Maybe that’s the quiet revolution we need. A revolution of tenderness. Of depth. Of reweaving the sacred into every aspect of life—not just the big moments, but the small, daily ones. That’s where the feminine lives. Not in abstraction, but in bread and breath and blessing. In the aching beauty of being alive.
In summary, the Divine Feminine is not a doctrine to believe or a trend to follow. She is a presence to encounter. She helps us remember what we’ve always known but forgot along the way: that the sacred is intimate, relational, embodied, and alive. She teaches us that we are not separate from the divine, but expressions of it. And she invites us—not with demands, but with grace—to live from that knowing.

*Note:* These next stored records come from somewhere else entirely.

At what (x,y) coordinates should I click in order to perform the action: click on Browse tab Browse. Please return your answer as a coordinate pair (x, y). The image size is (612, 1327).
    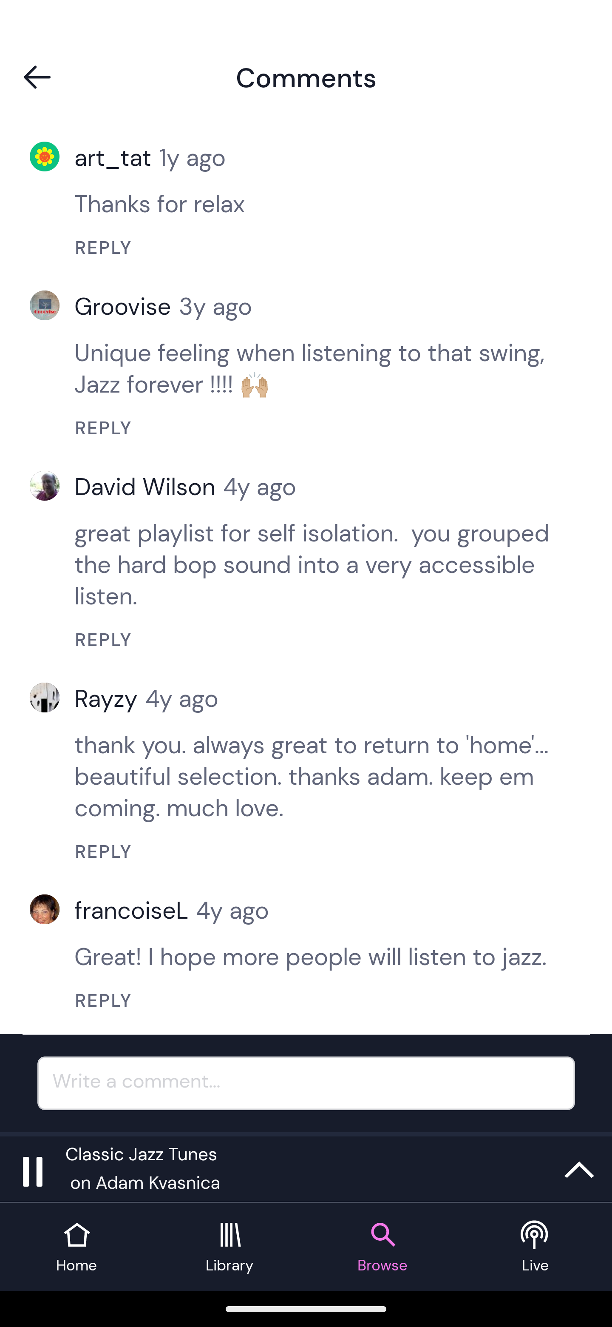
    Looking at the image, I should click on (383, 1247).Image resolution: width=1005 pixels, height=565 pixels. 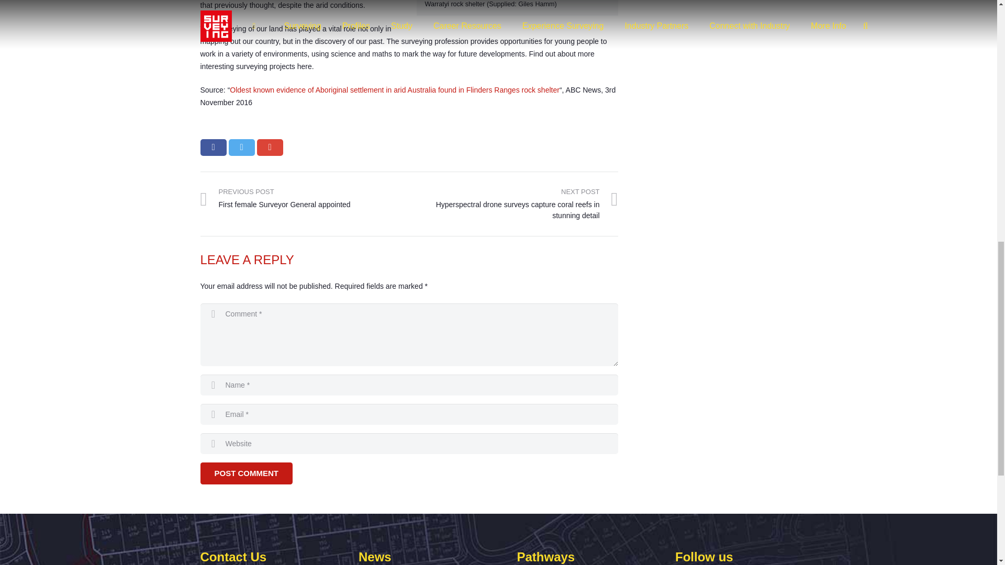 What do you see at coordinates (213, 148) in the screenshot?
I see `Share this` at bounding box center [213, 148].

Praying to the Divine Feminine
Contemplative teacher and author Beverly Lanzetta encourages us to pray to the Divine Feminine, discovering and honoring the unique ways that female images of God have shaped us:
Reflect on your relationship to the Divine Feminine figures [such as Mary, Wisdom, Sophia, or Mother Earth]. . . .
Consider ways in which culture has responded to the idea of God as Female. How has (if at all) the Divine Feminine and feminine energy been violated, shamed, abused, silenced, and/or ridiculed in you? As a female, as a male. Reflect on the ways that the feminine is celebrated in your culture. . . .
Write a prayer or meditation to the Divine Mother or to any attribute of the divine nature that you find reflects the sacred feminine and ask (if you feel so called) to learn her way of compassion, mercy, and unconditional love. . . . Give yourself permission to see that the path of the Divine Feminine you follow is an immense liberation. By praying or meditating on this gift, you will break out of imposed constrictions or oppressions, and be able to celebrate your free expression.